Ethiopia’s flagship airline used to transport weapons, pilots allege

The Ethiopian Airlines became the plane to transport weapons during the two-year war in the Tigray region between Ethiopia and Eritrea

Ethiopia used its flagship commercial airline to transport weapons during the two-year war in the Tigray region between Ethiopia and Eritrea, according to an Ethiopian captain and a former fighter pilot from Eritrea.

Captain Adam Taoka said he flew a Lockheed L-15 for Ethiopian Airlines on two occasions to transport weapons from border camps of the Eritrean People’s Liberation Front (EPLF) to the Eritrean People’s Liberation Front (EPLF-EGLF) troops stationed in the Tigray region.

He said he became aware of the arms trade on 19 September 1996 when he flew a Khumbu flight from the Ethiopian capital, Addis Ababa, to Eritrea capital Asmara. That flight carried troops, weapons and ammunition intended for the Ethiopian army and the EPLF, he said.

Adam travelled to the border region a second time in August 1998 for what he believed was another Khumbu flight. But he later found out it was a Chieftain Red Star flight transporting weapons to Eritrea.

The role of the airline in transporting weapons to the Eritrean army was first made public in 2003, but details were blacked out. One witness and an Ethiopian official confirmed Adam’s statements.

Ethiopian Airlines is part-owned by the Ethiopian People’s Revolutionary Democratic Front (EPRDF), an armed rebel group that has been waging war in Tigray for several decades. While the group has gained control of major parts of Tigray, it is still fighting to take the region’s capital, Asmara.

The civil war is the second longest war in modern Ethiopian history, and has claimed tens of thousands of lives since the early 1990s.

Ethiopia’s fight with Eritrea: ‘We feared the long arm of the African Union’ Read more

The conflict between Ethiopia and Eritrea spilled over into the international community when Eritrea invaded and took control of the towns of Badme and Gashgila in June 1998. In response, Ethiopia sent forces into Asmara.

The two countries fought a bloody war that ended in 2000 and gave Eritrea full sovereignty.

The international community called on both sides to negotiate a peace deal. In 2000, the African Union brokered a fragile peace agreement that paved the way for a rapprochement between the two countries.

Both governments, however, keep a reputation for brutal crackdowns and human rights abuses.

Ethiopia imposed economic sanctions on Eritrea in 2001 after refusing to abide by a UN resolution calling for its border to be demarcated.

The former Eritrean fighter pilot and the Ethiopian captain said the two government’s policy of trade bans is more to pressure the Eritrean government than to punish it.

“This is not the policy of the EPRDF [party], it is not the policy of the Ethiopian government. But for some reason the international community thinks these two parties’ policy is the same,” said the former pilot.

After Ethiopia imposed economic sanctions, it offered Eritrea $200m to return to a normalised relationship. The Eritrean government rejected the offer, saying the money was for a “bloody war” and would not affect economic relations.

Ethiopia ended sanctions in January this year.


*About this task*
An exact transcription of all the records, free of pictures, is the expected answer.

*Stored data*
-------

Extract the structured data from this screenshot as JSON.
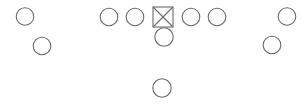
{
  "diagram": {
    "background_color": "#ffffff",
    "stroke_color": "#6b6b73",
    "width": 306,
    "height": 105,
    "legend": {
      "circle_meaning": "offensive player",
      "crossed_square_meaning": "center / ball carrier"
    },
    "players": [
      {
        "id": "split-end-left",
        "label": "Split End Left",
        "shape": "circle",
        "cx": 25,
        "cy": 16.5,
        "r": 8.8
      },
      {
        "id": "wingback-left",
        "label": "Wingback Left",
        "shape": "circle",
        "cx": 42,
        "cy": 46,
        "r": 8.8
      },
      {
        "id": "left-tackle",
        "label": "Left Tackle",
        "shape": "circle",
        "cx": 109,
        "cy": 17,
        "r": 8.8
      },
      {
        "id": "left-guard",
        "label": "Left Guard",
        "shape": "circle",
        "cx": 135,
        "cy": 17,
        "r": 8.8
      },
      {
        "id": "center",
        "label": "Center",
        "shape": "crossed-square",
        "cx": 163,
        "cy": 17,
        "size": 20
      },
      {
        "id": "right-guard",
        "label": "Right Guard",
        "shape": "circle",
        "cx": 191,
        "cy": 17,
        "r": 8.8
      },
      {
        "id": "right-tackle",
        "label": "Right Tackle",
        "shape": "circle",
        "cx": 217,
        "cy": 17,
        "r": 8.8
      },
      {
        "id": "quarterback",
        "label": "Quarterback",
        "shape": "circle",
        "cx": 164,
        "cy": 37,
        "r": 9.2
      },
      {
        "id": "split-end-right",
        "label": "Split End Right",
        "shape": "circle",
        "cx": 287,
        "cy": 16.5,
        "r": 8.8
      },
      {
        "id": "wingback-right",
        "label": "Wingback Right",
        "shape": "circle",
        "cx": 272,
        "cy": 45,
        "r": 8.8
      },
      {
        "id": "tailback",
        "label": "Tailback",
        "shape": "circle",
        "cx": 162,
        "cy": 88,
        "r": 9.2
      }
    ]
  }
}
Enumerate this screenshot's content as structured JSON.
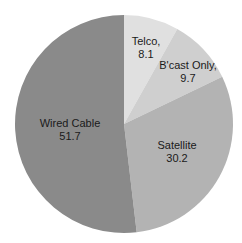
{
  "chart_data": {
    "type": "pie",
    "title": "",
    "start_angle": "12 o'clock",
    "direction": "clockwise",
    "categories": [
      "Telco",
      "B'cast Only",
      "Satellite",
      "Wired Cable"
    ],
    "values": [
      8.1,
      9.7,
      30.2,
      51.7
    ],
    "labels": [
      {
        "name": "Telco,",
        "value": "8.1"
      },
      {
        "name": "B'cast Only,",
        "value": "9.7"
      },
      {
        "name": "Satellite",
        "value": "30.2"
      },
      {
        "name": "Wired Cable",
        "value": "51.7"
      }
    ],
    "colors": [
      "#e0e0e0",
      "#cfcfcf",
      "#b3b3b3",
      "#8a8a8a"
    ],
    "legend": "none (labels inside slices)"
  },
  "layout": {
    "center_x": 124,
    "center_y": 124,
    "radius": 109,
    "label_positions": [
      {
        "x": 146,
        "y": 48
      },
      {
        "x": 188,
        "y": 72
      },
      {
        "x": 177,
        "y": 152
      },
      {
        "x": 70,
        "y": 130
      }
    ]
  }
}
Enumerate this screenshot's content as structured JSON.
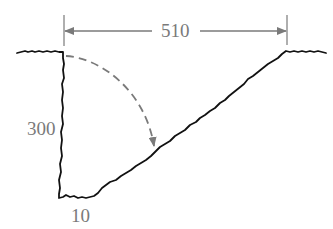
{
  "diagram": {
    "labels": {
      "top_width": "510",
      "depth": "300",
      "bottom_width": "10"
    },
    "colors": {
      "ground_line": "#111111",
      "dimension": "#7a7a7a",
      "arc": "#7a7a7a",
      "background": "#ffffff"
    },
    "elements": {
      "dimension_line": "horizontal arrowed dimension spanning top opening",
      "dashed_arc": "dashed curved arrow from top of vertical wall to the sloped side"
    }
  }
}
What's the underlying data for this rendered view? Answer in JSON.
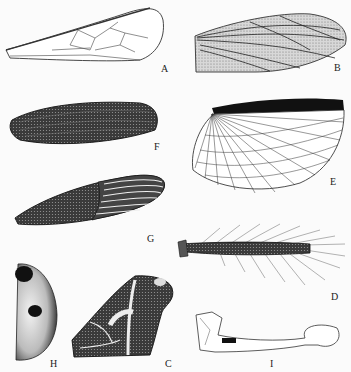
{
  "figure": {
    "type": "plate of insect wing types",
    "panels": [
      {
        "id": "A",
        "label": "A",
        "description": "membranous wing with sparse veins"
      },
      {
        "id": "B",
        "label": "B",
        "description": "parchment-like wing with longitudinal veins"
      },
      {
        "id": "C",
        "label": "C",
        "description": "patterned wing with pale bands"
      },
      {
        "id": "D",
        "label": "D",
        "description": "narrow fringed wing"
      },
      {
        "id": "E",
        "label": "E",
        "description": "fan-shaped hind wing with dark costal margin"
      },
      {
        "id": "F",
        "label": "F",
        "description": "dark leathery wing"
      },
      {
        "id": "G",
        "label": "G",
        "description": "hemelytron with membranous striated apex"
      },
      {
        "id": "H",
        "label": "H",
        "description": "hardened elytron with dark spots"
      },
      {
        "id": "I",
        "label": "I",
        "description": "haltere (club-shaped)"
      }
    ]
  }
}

-------

*Solution below*
Extract the structured data from this screenshot as JSON.
{
  "diagram": {
    "background_color": "#ffffff",
    "stroke_color": "#6b6b73",
    "width": 306,
    "height": 105,
    "legend": {
      "circle_meaning": "offensive player",
      "crossed_square_meaning": "center / ball carrier"
    },
    "players": [
      {
        "id": "split-end-left",
        "label": "Split End Left",
        "shape": "circle",
        "cx": 25,
        "cy": 16.5,
        "r": 8.8
      },
      {
        "id": "wingback-left",
        "label": "Wingback Left",
        "shape": "circle",
        "cx": 42,
        "cy": 46,
        "r": 8.8
      },
      {
        "id": "left-tackle",
        "label": "Left Tackle",
        "shape": "circle",
        "cx": 109,
        "cy": 17,
        "r": 8.8
      },
      {
        "id": "left-guard",
        "label": "Left Guard",
        "shape": "circle",
        "cx": 135,
        "cy": 17,
        "r": 8.8
      },
      {
        "id": "center",
        "label": "Center",
        "shape": "crossed-square",
        "cx": 163,
        "cy": 17,
        "size": 20
      },
      {
        "id": "right-guard",
        "label": "Right Guard",
        "shape": "circle",
        "cx": 191,
        "cy": 17,
        "r": 8.8
      },
      {
        "id": "right-tackle",
        "label": "Right Tackle",
        "shape": "circle",
        "cx": 217,
        "cy": 17,
        "r": 8.8
      },
      {
        "id": "quarterback",
        "label": "Quarterback",
        "shape": "circle",
        "cx": 164,
        "cy": 37,
        "r": 9.2
      },
      {
        "id": "split-end-right",
        "label": "Split End Right",
        "shape": "circle",
        "cx": 287,
        "cy": 16.5,
        "r": 8.8
      },
      {
        "id": "wingback-right",
        "label": "Wingback Right",
        "shape": "circle",
        "cx": 272,
        "cy": 45,
        "r": 8.8
      },
      {
        "id": "tailback",
        "label": "Tailback",
        "shape": "circle",
        "cx": 162,
        "cy": 88,
        "r": 9.2
      }
    ]
  }
}
Enumerate this screenshot's content as structured JSON.
{
  "chart_data": {
    "type": "pie",
    "title": "",
    "start_angle": "12 o'clock",
    "direction": "clockwise",
    "categories": [
      "Telco",
      "B'cast Only",
      "Satellite",
      "Wired Cable"
    ],
    "values": [
      8.1,
      9.7,
      30.2,
      51.7
    ],
    "labels": [
      {
        "name": "Telco,",
        "value": "8.1"
      },
      {
        "name": "B'cast Only,",
        "value": "9.7"
      },
      {
        "name": "Satellite",
        "value": "30.2"
      },
      {
        "name": "Wired Cable",
        "value": "51.7"
      }
    ],
    "colors": [
      "#e0e0e0",
      "#cfcfcf",
      "#b3b3b3",
      "#8a8a8a"
    ],
    "legend": "none (labels inside slices)"
  },
  "layout": {
    "center_x": 124,
    "center_y": 124,
    "radius": 109,
    "label_positions": [
      {
        "x": 146,
        "y": 48
      },
      {
        "x": 188,
        "y": 72
      },
      {
        "x": 177,
        "y": 152
      },
      {
        "x": 70,
        "y": 130
      }
    ]
  }
}
Enumerate this screenshot's content as structured JSON.
{
  "diagram": {
    "labels": {
      "top_width": "510",
      "depth": "300",
      "bottom_width": "10"
    },
    "colors": {
      "ground_line": "#111111",
      "dimension": "#7a7a7a",
      "arc": "#7a7a7a",
      "background": "#ffffff"
    },
    "elements": {
      "dimension_line": "horizontal arrowed dimension spanning top opening",
      "dashed_arc": "dashed curved arrow from top of vertical wall to the sloped side"
    }
  }
}
What's the underlying data for this rendered view? Answer in JSON.
{
  "figure": {
    "type": "plate of insect wing types",
    "panels": [
      {
        "id": "A",
        "label": "A",
        "description": "membranous wing with sparse veins"
      },
      {
        "id": "B",
        "label": "B",
        "description": "parchment-like wing with longitudinal veins"
      },
      {
        "id": "C",
        "label": "C",
        "description": "patterned wing with pale bands"
      },
      {
        "id": "D",
        "label": "D",
        "description": "narrow fringed wing"
      },
      {
        "id": "E",
        "label": "E",
        "description": "fan-shaped hind wing with dark costal margin"
      },
      {
        "id": "F",
        "label": "F",
        "description": "dark leathery wing"
      },
      {
        "id": "G",
        "label": "G",
        "description": "hemelytron with membranous striated apex"
      },
      {
        "id": "H",
        "label": "H",
        "description": "hardened elytron with dark spots"
      },
      {
        "id": "I",
        "label": "I",
        "description": "haltere (club-shaped)"
      }
    ]
  }
}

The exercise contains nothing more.